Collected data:

* * *

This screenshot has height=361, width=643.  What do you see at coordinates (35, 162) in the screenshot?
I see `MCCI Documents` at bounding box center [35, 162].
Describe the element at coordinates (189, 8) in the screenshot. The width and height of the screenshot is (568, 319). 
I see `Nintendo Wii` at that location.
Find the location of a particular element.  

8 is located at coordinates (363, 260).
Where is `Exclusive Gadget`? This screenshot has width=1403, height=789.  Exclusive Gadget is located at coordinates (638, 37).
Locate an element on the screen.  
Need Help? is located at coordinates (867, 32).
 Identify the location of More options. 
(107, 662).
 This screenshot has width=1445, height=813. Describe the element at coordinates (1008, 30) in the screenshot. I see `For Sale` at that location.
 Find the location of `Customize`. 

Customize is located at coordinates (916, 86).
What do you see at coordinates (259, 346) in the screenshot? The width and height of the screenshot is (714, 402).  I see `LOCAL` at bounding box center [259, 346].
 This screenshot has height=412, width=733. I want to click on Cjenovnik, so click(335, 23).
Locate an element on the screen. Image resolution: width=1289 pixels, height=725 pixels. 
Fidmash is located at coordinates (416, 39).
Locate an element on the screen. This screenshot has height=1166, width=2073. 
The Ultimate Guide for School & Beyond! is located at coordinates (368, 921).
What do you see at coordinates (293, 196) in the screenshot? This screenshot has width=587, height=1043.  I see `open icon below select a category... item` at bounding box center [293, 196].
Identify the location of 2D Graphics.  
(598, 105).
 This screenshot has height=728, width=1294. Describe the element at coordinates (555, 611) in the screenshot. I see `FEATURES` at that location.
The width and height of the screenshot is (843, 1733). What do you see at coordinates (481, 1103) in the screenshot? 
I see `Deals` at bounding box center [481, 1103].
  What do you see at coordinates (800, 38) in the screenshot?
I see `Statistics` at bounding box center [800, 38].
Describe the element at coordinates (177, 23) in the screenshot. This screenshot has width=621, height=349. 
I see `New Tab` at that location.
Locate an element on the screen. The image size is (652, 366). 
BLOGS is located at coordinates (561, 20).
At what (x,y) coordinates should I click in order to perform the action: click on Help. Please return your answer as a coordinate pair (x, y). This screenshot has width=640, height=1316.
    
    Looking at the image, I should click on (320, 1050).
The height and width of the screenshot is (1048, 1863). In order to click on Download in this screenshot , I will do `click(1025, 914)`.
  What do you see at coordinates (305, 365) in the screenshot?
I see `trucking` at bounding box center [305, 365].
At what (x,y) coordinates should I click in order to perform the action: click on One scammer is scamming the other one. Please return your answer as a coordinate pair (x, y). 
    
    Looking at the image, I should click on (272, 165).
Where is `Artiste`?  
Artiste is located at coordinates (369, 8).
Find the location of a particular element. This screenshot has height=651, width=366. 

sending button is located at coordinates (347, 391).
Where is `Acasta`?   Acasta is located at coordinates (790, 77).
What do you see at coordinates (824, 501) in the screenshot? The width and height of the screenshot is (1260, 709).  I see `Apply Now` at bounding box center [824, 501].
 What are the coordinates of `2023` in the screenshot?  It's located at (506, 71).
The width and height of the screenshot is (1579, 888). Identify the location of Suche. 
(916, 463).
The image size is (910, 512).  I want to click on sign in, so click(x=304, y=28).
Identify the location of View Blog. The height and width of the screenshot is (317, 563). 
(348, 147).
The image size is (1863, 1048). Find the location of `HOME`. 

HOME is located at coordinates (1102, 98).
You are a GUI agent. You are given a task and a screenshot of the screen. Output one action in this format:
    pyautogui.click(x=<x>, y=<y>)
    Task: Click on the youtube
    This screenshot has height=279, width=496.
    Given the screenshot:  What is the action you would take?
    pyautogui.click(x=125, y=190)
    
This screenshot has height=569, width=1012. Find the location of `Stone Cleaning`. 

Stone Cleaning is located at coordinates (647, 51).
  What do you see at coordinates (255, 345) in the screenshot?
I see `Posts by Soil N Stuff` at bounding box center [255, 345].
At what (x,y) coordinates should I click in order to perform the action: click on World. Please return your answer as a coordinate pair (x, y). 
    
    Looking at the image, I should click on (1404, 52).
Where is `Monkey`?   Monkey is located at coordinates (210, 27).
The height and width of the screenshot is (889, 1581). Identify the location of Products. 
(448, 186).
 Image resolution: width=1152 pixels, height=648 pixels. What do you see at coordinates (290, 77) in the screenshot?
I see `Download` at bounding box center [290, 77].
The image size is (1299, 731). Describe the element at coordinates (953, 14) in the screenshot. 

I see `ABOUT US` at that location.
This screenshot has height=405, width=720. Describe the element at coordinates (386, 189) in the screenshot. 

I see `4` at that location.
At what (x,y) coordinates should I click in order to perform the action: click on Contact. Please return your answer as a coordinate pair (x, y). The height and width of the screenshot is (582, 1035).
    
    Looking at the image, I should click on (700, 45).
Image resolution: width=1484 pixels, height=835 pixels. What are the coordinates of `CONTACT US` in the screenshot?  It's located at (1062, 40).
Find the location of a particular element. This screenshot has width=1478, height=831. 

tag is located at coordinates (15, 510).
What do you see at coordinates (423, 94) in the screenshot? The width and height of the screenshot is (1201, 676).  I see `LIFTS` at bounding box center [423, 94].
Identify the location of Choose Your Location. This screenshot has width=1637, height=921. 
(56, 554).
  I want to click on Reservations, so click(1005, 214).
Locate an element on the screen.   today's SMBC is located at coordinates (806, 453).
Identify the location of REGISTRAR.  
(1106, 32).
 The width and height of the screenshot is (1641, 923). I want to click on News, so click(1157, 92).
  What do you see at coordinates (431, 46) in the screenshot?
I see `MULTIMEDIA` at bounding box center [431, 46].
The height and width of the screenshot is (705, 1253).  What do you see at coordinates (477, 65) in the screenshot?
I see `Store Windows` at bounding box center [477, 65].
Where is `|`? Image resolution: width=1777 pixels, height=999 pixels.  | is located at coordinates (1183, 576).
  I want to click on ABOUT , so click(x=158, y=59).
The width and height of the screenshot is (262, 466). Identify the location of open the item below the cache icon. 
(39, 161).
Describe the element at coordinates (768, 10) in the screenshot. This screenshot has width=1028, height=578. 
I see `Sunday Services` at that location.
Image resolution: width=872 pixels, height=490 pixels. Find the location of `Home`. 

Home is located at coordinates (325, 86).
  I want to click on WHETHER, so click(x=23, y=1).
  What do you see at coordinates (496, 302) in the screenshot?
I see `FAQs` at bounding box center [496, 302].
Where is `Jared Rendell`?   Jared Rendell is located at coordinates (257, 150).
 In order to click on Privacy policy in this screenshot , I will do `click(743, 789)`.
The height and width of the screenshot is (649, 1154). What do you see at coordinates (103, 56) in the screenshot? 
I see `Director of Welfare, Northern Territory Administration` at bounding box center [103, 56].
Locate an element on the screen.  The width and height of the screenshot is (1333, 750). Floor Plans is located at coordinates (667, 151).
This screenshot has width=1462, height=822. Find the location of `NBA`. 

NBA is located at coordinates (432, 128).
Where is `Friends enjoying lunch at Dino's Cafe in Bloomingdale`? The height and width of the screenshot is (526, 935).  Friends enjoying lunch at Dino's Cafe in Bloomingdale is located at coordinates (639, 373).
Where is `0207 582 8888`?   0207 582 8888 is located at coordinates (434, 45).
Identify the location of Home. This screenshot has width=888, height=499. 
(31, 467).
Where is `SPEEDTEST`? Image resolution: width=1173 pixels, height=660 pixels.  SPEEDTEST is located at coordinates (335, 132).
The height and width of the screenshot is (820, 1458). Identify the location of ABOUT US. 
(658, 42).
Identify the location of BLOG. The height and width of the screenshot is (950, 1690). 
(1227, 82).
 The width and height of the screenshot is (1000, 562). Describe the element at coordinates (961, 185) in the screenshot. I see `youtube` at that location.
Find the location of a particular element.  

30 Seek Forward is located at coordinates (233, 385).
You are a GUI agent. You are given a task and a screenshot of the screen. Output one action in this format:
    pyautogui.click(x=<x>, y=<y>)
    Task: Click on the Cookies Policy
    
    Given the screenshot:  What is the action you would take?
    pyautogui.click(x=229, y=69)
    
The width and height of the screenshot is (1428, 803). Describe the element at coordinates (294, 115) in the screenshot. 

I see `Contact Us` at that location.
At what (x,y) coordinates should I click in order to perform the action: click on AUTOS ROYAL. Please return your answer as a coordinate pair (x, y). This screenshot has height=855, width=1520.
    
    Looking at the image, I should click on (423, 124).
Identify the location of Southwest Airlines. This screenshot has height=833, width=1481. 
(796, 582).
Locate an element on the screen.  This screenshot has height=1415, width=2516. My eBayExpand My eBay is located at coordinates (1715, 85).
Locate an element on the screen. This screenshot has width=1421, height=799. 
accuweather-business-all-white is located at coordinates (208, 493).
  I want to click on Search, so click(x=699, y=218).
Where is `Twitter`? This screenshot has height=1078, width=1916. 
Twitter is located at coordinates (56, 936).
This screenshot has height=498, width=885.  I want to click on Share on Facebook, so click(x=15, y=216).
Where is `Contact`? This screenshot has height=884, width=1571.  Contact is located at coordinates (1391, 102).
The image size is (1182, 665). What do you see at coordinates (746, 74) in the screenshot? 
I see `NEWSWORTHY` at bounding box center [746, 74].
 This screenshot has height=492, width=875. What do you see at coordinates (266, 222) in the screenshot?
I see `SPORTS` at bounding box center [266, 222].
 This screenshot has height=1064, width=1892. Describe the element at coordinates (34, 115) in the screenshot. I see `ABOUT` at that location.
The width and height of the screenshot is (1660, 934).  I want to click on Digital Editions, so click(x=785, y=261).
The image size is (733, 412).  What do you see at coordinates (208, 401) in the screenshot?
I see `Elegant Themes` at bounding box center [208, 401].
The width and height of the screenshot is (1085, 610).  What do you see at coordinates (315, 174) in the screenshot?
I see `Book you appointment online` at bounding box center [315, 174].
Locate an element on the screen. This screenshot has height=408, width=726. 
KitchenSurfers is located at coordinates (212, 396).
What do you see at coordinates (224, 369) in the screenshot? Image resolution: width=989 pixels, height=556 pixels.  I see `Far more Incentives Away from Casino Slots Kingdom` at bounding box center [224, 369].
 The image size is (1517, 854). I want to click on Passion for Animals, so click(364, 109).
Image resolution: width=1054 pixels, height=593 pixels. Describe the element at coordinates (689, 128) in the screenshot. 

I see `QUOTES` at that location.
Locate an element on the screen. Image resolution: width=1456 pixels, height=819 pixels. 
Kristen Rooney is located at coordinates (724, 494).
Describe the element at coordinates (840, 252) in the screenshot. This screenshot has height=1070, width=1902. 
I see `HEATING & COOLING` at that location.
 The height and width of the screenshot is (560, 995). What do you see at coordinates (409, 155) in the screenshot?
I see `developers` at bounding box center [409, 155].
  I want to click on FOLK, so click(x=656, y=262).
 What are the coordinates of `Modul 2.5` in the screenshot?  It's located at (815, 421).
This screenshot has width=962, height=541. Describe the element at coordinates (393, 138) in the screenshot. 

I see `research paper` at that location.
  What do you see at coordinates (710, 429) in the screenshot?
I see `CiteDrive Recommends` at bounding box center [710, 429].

* * *

▶ **ACTION ITEM**
All lines from the one that contains "This screenshot has width=962, height=541." to the last line above must be given again exactly, with both included and nothing added.

▶ **RESPONSE FOR THIS EXERCISE**
This screenshot has width=962, height=541. Describe the element at coordinates (393, 138) in the screenshot. 

I see `research paper` at that location.
  What do you see at coordinates (710, 429) in the screenshot?
I see `CiteDrive Recommends` at bounding box center [710, 429].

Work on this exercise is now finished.